A financial holding company is a bank holding company that has been certified by the Federal Reserve to conduct a broader set of financial activities than a standard bank holding company can. The Gramm-Leach-Bliley Act of 1999 created this designation. It allows one corporate parent to own commercial banks alongside investment banks, insurance underwriters, broker-dealers, and merchant banking operations. JPMorgan Chase, Bank of America, and Goldman Sachs all operate as financial holding companies, which is exactly what lets them offer banking, securities, and insurance under one roof.
A standard bank holding company can own banks and engage in activities the Federal Reserve has deemed closely related to banking. That list is meaningful but limited. The financial holding company designation opens access to activities declared "financial in nature" by the Federal Reserve.
The additional permissions that matter most include the following.
A bank holding company must pass three tests before the Federal Reserve certifies it as a financial holding company. The requirements exist to ensure only well-run institutions gain the expanded powers.
If any subsidiary drops below those standards after certification, the Federal Reserve can restrict the holding company from pursuing new activities or acquisitions until the problem is corrected.
The Federal Reserve supervises financial holding companies on a consolidated basis, meaning it evaluates the entire corporate group, not just the bank subsidiary. This oversight covers risk management, capital adequacy, and the financial condition of non-bank affiliates that could create pressure on insured deposits.
This matters because non-bank activities can create losses that migrate to the bank. A trading operation or insurance subsidiary that takes large losses puts the whole group under pressure, including the federally insured depository institutions within it.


◆ ACTIVITY ◆
Would you reproduce the entries exactly, including every line?

(Extracted data entries)
┄┄┄┄┄┄┄┄┄┄
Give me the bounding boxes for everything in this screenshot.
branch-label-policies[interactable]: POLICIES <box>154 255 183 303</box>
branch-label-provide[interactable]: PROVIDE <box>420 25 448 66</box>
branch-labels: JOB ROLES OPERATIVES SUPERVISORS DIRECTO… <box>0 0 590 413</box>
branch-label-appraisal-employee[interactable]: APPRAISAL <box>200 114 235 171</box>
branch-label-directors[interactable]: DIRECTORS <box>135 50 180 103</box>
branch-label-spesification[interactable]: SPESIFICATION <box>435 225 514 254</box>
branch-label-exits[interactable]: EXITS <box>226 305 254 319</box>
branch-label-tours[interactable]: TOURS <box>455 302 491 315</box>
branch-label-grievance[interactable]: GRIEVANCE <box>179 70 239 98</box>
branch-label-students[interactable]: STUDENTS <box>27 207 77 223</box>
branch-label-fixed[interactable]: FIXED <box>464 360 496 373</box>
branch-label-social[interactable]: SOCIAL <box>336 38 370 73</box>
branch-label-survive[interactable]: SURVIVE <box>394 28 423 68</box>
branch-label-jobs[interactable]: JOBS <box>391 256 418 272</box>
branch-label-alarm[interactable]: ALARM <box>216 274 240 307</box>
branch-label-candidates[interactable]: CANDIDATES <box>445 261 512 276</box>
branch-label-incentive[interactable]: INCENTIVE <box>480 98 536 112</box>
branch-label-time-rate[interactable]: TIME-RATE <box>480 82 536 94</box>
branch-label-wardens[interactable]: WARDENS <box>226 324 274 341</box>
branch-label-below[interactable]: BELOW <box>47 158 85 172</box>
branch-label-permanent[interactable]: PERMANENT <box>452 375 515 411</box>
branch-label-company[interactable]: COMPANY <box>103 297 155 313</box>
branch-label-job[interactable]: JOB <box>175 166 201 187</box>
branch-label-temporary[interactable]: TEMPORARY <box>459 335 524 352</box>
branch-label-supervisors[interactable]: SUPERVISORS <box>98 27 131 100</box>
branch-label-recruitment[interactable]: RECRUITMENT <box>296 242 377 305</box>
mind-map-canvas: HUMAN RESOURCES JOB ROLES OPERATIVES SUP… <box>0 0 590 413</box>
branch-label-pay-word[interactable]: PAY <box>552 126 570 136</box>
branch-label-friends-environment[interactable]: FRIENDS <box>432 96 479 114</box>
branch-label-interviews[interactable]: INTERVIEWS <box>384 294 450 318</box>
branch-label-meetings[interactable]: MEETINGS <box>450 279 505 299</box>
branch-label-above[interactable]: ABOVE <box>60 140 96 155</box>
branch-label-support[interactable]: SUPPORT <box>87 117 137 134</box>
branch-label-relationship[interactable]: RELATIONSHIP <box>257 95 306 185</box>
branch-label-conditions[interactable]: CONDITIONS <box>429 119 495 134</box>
┄┄┄┄┄┄┄┄┄┄
◆ EXPECTED ANSWER ◆
Give me the bounding boxes for everything in this screenshot.
branch-label-policies[interactable]: POLICIES <box>154 255 183 303</box>
branch-label-provide[interactable]: PROVIDE <box>420 25 448 66</box>
branch-labels: JOB ROLES OPERATIVES SUPERVISORS DIRECTO… <box>0 0 590 413</box>
branch-label-appraisal-employee[interactable]: APPRAISAL <box>200 114 235 171</box>
branch-label-directors[interactable]: DIRECTORS <box>135 50 180 103</box>
branch-label-spesification[interactable]: SPESIFICATION <box>435 225 514 254</box>
branch-label-exits[interactable]: EXITS <box>226 305 254 319</box>
branch-label-tours[interactable]: TOURS <box>455 302 491 315</box>
branch-label-grievance[interactable]: GRIEVANCE <box>179 70 239 98</box>
branch-label-students[interactable]: STUDENTS <box>27 207 77 223</box>
branch-label-fixed[interactable]: FIXED <box>464 360 496 373</box>
branch-label-social[interactable]: SOCIAL <box>336 38 370 73</box>
branch-label-survive[interactable]: SURVIVE <box>394 28 423 68</box>
branch-label-jobs[interactable]: JOBS <box>391 256 418 272</box>
branch-label-alarm[interactable]: ALARM <box>216 274 240 307</box>
branch-label-candidates[interactable]: CANDIDATES <box>445 261 512 276</box>
branch-label-incentive[interactable]: INCENTIVE <box>480 98 536 112</box>
branch-label-time-rate[interactable]: TIME-RATE <box>480 82 536 94</box>
branch-label-wardens[interactable]: WARDENS <box>226 324 274 341</box>
branch-label-below[interactable]: BELOW <box>47 158 85 172</box>
branch-label-permanent[interactable]: PERMANENT <box>452 375 515 411</box>
branch-label-company[interactable]: COMPANY <box>103 297 155 313</box>
branch-label-job[interactable]: JOB <box>175 166 201 187</box>
branch-label-temporary[interactable]: TEMPORARY <box>459 335 524 352</box>
branch-label-supervisors[interactable]: SUPERVISORS <box>98 27 131 100</box>
branch-label-recruitment[interactable]: RECRUITMENT <box>296 242 377 305</box>
mind-map-canvas: HUMAN RESOURCES JOB ROLES OPERATIVES SUP… <box>0 0 590 413</box>
branch-label-pay-word[interactable]: PAY <box>552 126 570 136</box>
branch-label-friends-environment[interactable]: FRIENDS <box>432 96 479 114</box>
branch-label-interviews[interactable]: INTERVIEWS <box>384 294 450 318</box>
branch-label-meetings[interactable]: MEETINGS <box>450 279 505 299</box>
branch-label-above[interactable]: ABOVE <box>60 140 96 155</box>
branch-label-support[interactable]: SUPPORT <box>87 117 137 134</box>
branch-label-relationship[interactable]: RELATIONSHIP <box>257 95 306 185</box>
branch-label-conditions[interactable]: CONDITIONS <box>429 119 495 134</box>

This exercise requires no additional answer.